Now maybe there is an originalist somewhere who would argue that separate but equal educational facilities were an essential part of the meaning of the 14th Amendment when it was passed; that is, that such a setup was known at the time to be wide spread in the South and the Amendment was therefore not intended to outlaw such things. But such an argument, as Scalia said, would be dissembling. Originalists do not argue from existing customs and institutions, nor from the intentions expressed in public debate at the time. They argue from the public meaning of the words used in the Constitution. Customs, institutions, acts, practices, and intentions may have a bearing on the public meaning, but they are not determinative.
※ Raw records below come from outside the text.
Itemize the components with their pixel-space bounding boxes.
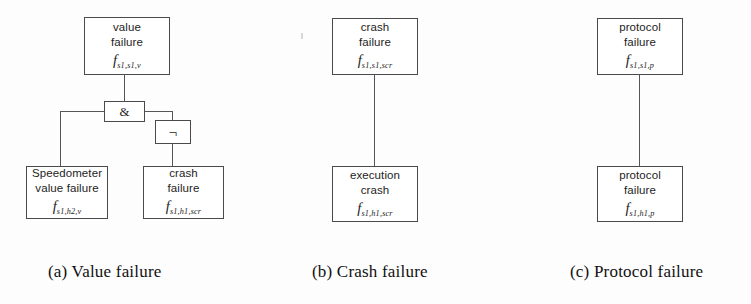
panel-c-bottom-node: protocol failure fs1,h1,p bbox=[597, 166, 683, 222]
panel-b-caption: (b) Crash failure bbox=[312, 262, 428, 282]
panel-a-left-leaf-line1: Speedometer bbox=[32, 166, 102, 181]
panel-a-top-node-math: fs1,s1,v bbox=[113, 53, 141, 73]
panel-c-bottom-node-math: fs1,h1,p bbox=[625, 201, 654, 221]
panel-a-right-leaf-line2: failure bbox=[167, 181, 199, 196]
panel-a-and-gate-label: & bbox=[119, 104, 129, 120]
panel-a-top-node-line1: value bbox=[113, 20, 141, 35]
panel-b-top-node-line1: crash bbox=[361, 20, 390, 35]
panel-c-top-node-math: fs1,s1,p bbox=[626, 53, 654, 73]
fault-tree-figure: value failure fs1,s1,v & ¬ Speedometer v… bbox=[0, 0, 751, 304]
panel-a-right-leaf-math-subscript: s1,h1,scr bbox=[170, 207, 201, 216]
panel-a-and-gate: & bbox=[104, 101, 145, 122]
panel-a-right-leaf-math: fs1,h1,scr bbox=[166, 199, 202, 219]
panel-a-caption: (a) Value failure bbox=[48, 262, 162, 282]
panel-a-right-leaf-line1: crash bbox=[169, 166, 198, 181]
panel-c-bottom-node-line2: failure bbox=[624, 183, 656, 198]
panel-c-bottom-node-math-subscript: s1,h1,p bbox=[630, 208, 655, 217]
panel-b-bottom-node-math: fs1,h1,scr bbox=[357, 201, 393, 221]
panel-b-top-node-math-subscript: s1,s1,scr bbox=[362, 61, 392, 70]
panel-b-bottom-node-line1: execution bbox=[350, 168, 400, 183]
panel-c-bottom-node-line1: protocol bbox=[619, 168, 661, 183]
panel-c-top-node-line1: protocol bbox=[619, 20, 661, 35]
panel-c-top-node-line2: failure bbox=[624, 35, 656, 50]
panel-b-bottom-node: execution crash fs1,h1,scr bbox=[332, 166, 418, 222]
panel-a-left-leaf-line2: value failure bbox=[35, 181, 98, 196]
panel-b-bottom-node-line2: crash bbox=[361, 183, 390, 198]
panel-a-left-leaf-math-subscript: s1,h2,v bbox=[57, 207, 82, 216]
panel-c-top-node: protocol failure fs1,s1,p bbox=[597, 18, 683, 75]
panel-a-left-leaf-node: Speedometer value failure fs1,h2,v bbox=[26, 166, 108, 219]
panel-a-top-node-line2: failure bbox=[111, 35, 143, 50]
panel-c-caption: (c) Protocol failure bbox=[570, 262, 703, 282]
panel-b-bottom-node-math-subscript: s1,h1,scr bbox=[361, 208, 392, 217]
panel-a-edge-not-to-right-leaf bbox=[172, 144, 173, 166]
panel-a-right-leaf-node: crash failure fs1,h1,scr bbox=[143, 166, 224, 219]
panel-b-edge-top-to-bottom bbox=[374, 75, 375, 166]
panel-a-edge-and-left-horizontal bbox=[60, 111, 104, 112]
panel-c-edge-top-to-bottom bbox=[639, 75, 640, 166]
panel-a-not-gate-label: ¬ bbox=[169, 125, 177, 140]
panel-a-edge-and-left-vertical bbox=[60, 111, 61, 166]
panel-b-top-node-line2: failure bbox=[359, 35, 391, 50]
panel-a-edge-and-right-horizontal bbox=[145, 111, 173, 112]
panel-c-top-node-math-subscript: s1,s1,p bbox=[630, 61, 654, 70]
panel-a-not-gate: ¬ bbox=[155, 120, 191, 144]
panel-a-top-node-math-subscript: s1,s1,v bbox=[117, 60, 141, 69]
panel-a-edge-top-to-and bbox=[124, 75, 125, 101]
panel-b-top-node: crash failure fs1,s1,scr bbox=[332, 18, 418, 75]
panel-b-top-node-math: fs1,s1,scr bbox=[358, 53, 393, 73]
panel-a-left-leaf-math: fs1,h2,v bbox=[53, 199, 82, 219]
panel-a-top-node: value failure fs1,s1,v bbox=[84, 17, 170, 75]
scan-artifact-speck bbox=[301, 33, 303, 39]
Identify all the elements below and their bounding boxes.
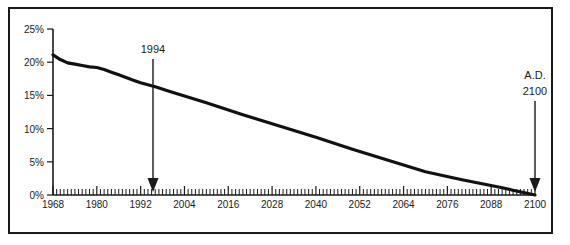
x-tick-label-1980: 1980 bbox=[86, 199, 109, 210]
x-tick-label-2004: 2004 bbox=[173, 199, 196, 210]
y-tick-label-20: 20% bbox=[24, 57, 44, 68]
data-series-line bbox=[53, 55, 535, 195]
x-axis-minor-ticks bbox=[53, 186, 535, 195]
x-tick-label-1968: 1968 bbox=[42, 199, 65, 210]
y-tick-label-25: 25% bbox=[24, 24, 44, 35]
x-tick-label-2088: 2088 bbox=[480, 199, 503, 210]
x-tick-label-2076: 2076 bbox=[436, 199, 459, 210]
y-tick-label-10: 10% bbox=[24, 124, 44, 135]
annotation-2100-label-line2: 2100 bbox=[523, 85, 547, 97]
x-tick-label-2064: 2064 bbox=[392, 199, 415, 210]
annotation-1994: 1994 bbox=[141, 43, 165, 192]
annotation-1994-arrow-head bbox=[148, 178, 159, 192]
x-tick-label-1992: 1992 bbox=[130, 199, 153, 210]
x-tick-label-2040: 2040 bbox=[305, 199, 328, 210]
y-tick-label-15: 15% bbox=[24, 90, 44, 101]
annotation-ad-2100: A.D. 2100 bbox=[523, 69, 547, 192]
line-chart: 25% 20% 15% 10% 5% 0% 196819801992200420… bbox=[0, 0, 570, 245]
annotation-1994-label: 1994 bbox=[141, 43, 165, 55]
x-tick-label-2028: 2028 bbox=[261, 199, 284, 210]
x-tick-label-2016: 2016 bbox=[217, 199, 240, 210]
annotation-2100-label-line1: A.D. bbox=[524, 69, 545, 81]
x-tick-label-2100: 2100 bbox=[524, 199, 547, 210]
chart-screenshot: 25% 20% 15% 10% 5% 0% 196819801992200420… bbox=[0, 0, 570, 245]
y-axis-tick-labels: 25% 20% 15% 10% 5% 0% bbox=[24, 24, 44, 201]
y-tick-label-5: 5% bbox=[30, 157, 45, 168]
x-axis-tick-labels: 1968198019922004201620282040205220642076… bbox=[42, 199, 547, 210]
x-tick-label-2052: 2052 bbox=[349, 199, 372, 210]
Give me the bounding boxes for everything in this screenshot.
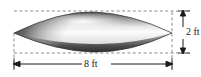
solid-body	[12, 12, 172, 54]
left-tip-shadow	[12, 12, 70, 54]
width-dimension-label: 8 ft	[83, 59, 99, 69]
figure-canvas	[0, 0, 201, 77]
height-dimension-label: 2 ft	[185, 27, 201, 37]
dimensioned-solid-figure: 8 ft 2 ft	[0, 0, 201, 77]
The phrase 'Equal Protection of the Laws' had a public meaning at the time of enactment, and that meaning can be divined from the customs and cases it was intended to apply to, but it is a real stretch to say that it means that all existing customs and practices were thereby deemed to be in accord with equal protection. That would make nonsense of enacting the
Amendment; if it was not intended to change anything, why go to the trouble?

No, originalism's 'public meaning' standard means that the words shall be taken seriously. If the citizens had intended to implement something different from equal protection of the laws, then they would have used different words. And any Court that comes up with a novel interpretation of those words to mandate a particular result in a case would be 'called out,' as Scalia said.

But notice what originalism prevents from being done. Under no scenario could anyone plausibly argue that the Equal Protection clause applies differently to different citizens based on their race.  That's just not in the originalist cards, because to an originalist, that issue was settled when the Constitution was amended and cannot be changed after the fact via some clever interpretation of the Supreme Court.

I invite you to cross reference in this regard, the many affirmative action decisions that jump through whatever hoop the judge can find to justify allowing behavior that clearly violates the 14th Amendment plain language. Under the living constitution non-standard, it is quite difficult to convince anyone of the constitutional odiousness of these kinds of decisions.

But under originalism, it is quite straightforward. As Justice Roberts stated in oral argument in Parents Involved v Seattle, "The way to stop discrimination on the basis of race is to stop discriminating on the basis of race."  This is the standard of the original meaning of the 14th Amendment, and because such standards matter under a jurisprudence of originalism, originalism is the only viable interpretation rule for our great Constitution.